Metro Detroit Officials Call for Massive Infrastructure Fix

2017 wish list: Metro Detroit officials want infrastructure repairs across region. Detroit hoping to curb homicide rate.

Quinn Klinefelter/WDET

Metro Detroit’s infrastructure is badly in need of repair and the state must find funding to fix it.

That was the message from the so-called “Big 4,” the executives of Wayne, Oakland and Macomb County and Detroit Mayor Mike Duggan, who discussed issues facing the region in an annual news conference at the Detroit Economic Club. 

Oakland County Executive L. Brooks Patterson says the Michigan legislature must make a serious effort to improve infrastructure in the state above and below ground.

Patterson noted the massive sinkhole that erupted in Fraser and said no county in Michigan is immune from a similar problem.

“It’s a multi-billion dollar challenge before us. That one sinkhole is gonna cost that community about $100 million. And that’s gonna happen all over the tri-county, if not southeast Michigan. Our infrastructure’s old. It’s time for an upgrade,” Patterson said.

The Oakland County executive adds that he believes voters rejected a proposed Regional Transit Authority millage in part because he and other county leaders did not have enough input in promoting the idea.

Patterson says he and the other Big 4 leaders will take a second look at becoming personally involved in pushing for a region-wide public transit system.

 

Detroit Mayor Mike Duggan says the city is making progress on what he calls its most pressing problem: crime.

Detroit continues to be mired in high rates of poverty and unemployment and is still dotted with thousands of blighted structures.

But Duggan told the crowd at the Economic Club that his biggest concern for Detroit is the continuing string of homicides in the city.

 

Duggan said, “We just gotta get the violence down at a faster rate than we have been. We got a great police chief and we’re going to get him some more resources. So I’m really hopeful that this is the year we begin to see the homicide rate come down in a significant way.”

 

Detroit officials say there were more than 300 homicides in the city last year.

To combat the violence, Duggan says Detroit is adding about three-dozen new police officers every month.

He said in March the city would unveil a new center designed to keep track of criminal activity as it occurs.

 

Allegations of wrongdoing among elected leaders in Macomb County also took center stage at the meeting.

A series of elected officials across Metro Detroit are asking for the resignation of Warren Mayor Jim Fouts.

The calls come after the release of a recording that allegedly reveals the mayor making discriminatory comments.

Tape recordings have surfaced that appear to show Fouts disparaging people of color and older women.

Fouts counters that the recordings are fake.

But Macomb County Executive Mark Hackel said he ensured the recordings were made public because they were too important to remain private.

 

He said, “I refused to let that go unheard because it is his voice, it is his conversation and it is completely unacceptable. But to manufacture some kind of a statement that somebody made that into his voice, that has gotta be the most absurd thing I have heard in 30 years in law enforcement as a defense to what that mayor said.”

 

Fouts has accused Hackel of releasing the recordings in retaliation for the Warren mayor’s criticism of what he calls illegal dumping at Macomb County’s Freedom Hill theater.

Author

  • Quinn Klinefelter
    Quinn Klinefelter is a Senior News Editor at 101.9 WDET. In 1996, he was literally on top of the news when he interviewed then-Senator Bob Dole about his presidential campaign and stepped on his feet.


Activity —
Which lines of the entries contain the string "Ecological"? Please find them and copy them.

===== Information provided =====

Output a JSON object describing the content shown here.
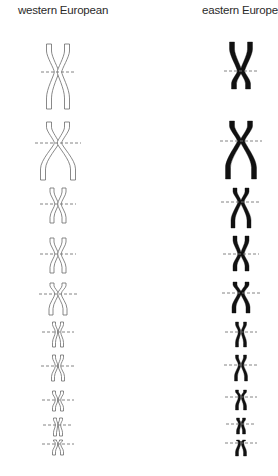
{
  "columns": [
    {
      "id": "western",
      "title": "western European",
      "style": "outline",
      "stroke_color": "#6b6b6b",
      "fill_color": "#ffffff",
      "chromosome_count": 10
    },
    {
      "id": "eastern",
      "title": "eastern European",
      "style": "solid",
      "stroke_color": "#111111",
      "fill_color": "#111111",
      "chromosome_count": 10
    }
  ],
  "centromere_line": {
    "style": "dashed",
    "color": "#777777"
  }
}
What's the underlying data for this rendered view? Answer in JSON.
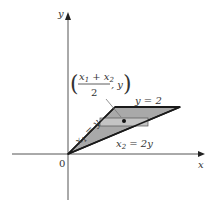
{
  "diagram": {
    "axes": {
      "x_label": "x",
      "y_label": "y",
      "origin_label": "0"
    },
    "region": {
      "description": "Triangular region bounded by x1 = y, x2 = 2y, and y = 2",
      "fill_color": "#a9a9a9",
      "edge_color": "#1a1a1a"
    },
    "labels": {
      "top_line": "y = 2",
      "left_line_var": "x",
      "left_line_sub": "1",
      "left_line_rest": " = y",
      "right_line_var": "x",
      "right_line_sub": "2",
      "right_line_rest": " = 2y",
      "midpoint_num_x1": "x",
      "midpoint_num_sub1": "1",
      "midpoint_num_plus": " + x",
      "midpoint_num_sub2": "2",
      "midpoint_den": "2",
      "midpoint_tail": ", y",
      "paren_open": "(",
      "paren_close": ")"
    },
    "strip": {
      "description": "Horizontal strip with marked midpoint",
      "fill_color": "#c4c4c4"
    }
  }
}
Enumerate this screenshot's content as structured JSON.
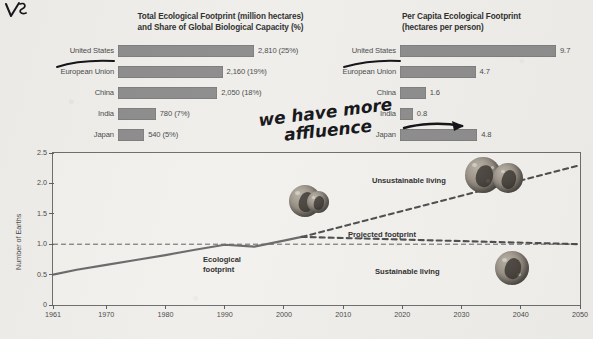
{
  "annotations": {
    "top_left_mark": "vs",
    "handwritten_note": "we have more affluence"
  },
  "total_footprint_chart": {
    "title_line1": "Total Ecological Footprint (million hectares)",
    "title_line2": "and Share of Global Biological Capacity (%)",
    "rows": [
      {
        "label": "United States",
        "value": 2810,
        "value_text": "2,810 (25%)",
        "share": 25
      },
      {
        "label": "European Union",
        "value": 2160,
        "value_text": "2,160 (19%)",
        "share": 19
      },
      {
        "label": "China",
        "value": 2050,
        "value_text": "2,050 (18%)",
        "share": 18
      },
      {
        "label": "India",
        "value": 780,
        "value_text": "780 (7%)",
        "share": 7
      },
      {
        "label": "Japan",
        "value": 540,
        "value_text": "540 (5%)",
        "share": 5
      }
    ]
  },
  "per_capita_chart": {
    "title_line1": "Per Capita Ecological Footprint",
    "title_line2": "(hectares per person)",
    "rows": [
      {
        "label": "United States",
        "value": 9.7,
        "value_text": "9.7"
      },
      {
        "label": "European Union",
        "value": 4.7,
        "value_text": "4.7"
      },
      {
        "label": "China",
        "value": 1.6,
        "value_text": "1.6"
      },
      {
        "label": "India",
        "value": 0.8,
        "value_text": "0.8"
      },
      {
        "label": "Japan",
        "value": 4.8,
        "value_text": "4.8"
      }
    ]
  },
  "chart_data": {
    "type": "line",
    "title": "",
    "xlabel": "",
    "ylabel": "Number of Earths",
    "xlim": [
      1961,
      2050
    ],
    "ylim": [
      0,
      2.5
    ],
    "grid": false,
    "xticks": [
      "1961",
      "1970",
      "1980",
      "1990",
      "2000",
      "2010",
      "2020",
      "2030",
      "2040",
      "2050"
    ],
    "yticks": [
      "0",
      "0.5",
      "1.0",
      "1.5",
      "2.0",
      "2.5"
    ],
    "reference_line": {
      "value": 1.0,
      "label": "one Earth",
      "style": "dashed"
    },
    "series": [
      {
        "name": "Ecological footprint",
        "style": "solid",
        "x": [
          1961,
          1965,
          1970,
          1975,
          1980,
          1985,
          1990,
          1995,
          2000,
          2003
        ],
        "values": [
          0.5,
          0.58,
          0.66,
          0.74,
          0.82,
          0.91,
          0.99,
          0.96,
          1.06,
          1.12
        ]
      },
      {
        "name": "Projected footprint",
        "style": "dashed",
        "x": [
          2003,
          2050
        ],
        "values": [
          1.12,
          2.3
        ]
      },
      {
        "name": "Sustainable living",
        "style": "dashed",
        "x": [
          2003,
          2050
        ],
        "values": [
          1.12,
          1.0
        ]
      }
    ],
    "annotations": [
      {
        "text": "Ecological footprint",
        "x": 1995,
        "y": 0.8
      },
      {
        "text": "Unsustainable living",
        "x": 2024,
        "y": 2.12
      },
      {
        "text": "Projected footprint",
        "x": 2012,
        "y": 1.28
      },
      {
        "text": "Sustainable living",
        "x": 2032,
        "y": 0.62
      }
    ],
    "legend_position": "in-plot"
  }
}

=====

Solution below —
    "title_line1": "Total Ecological Footprint (million hectares)",
    "title_line1": "Per Capita Ecological Footprint",
        "name": "Ecological footprint",
        "text": "Ecological footprint",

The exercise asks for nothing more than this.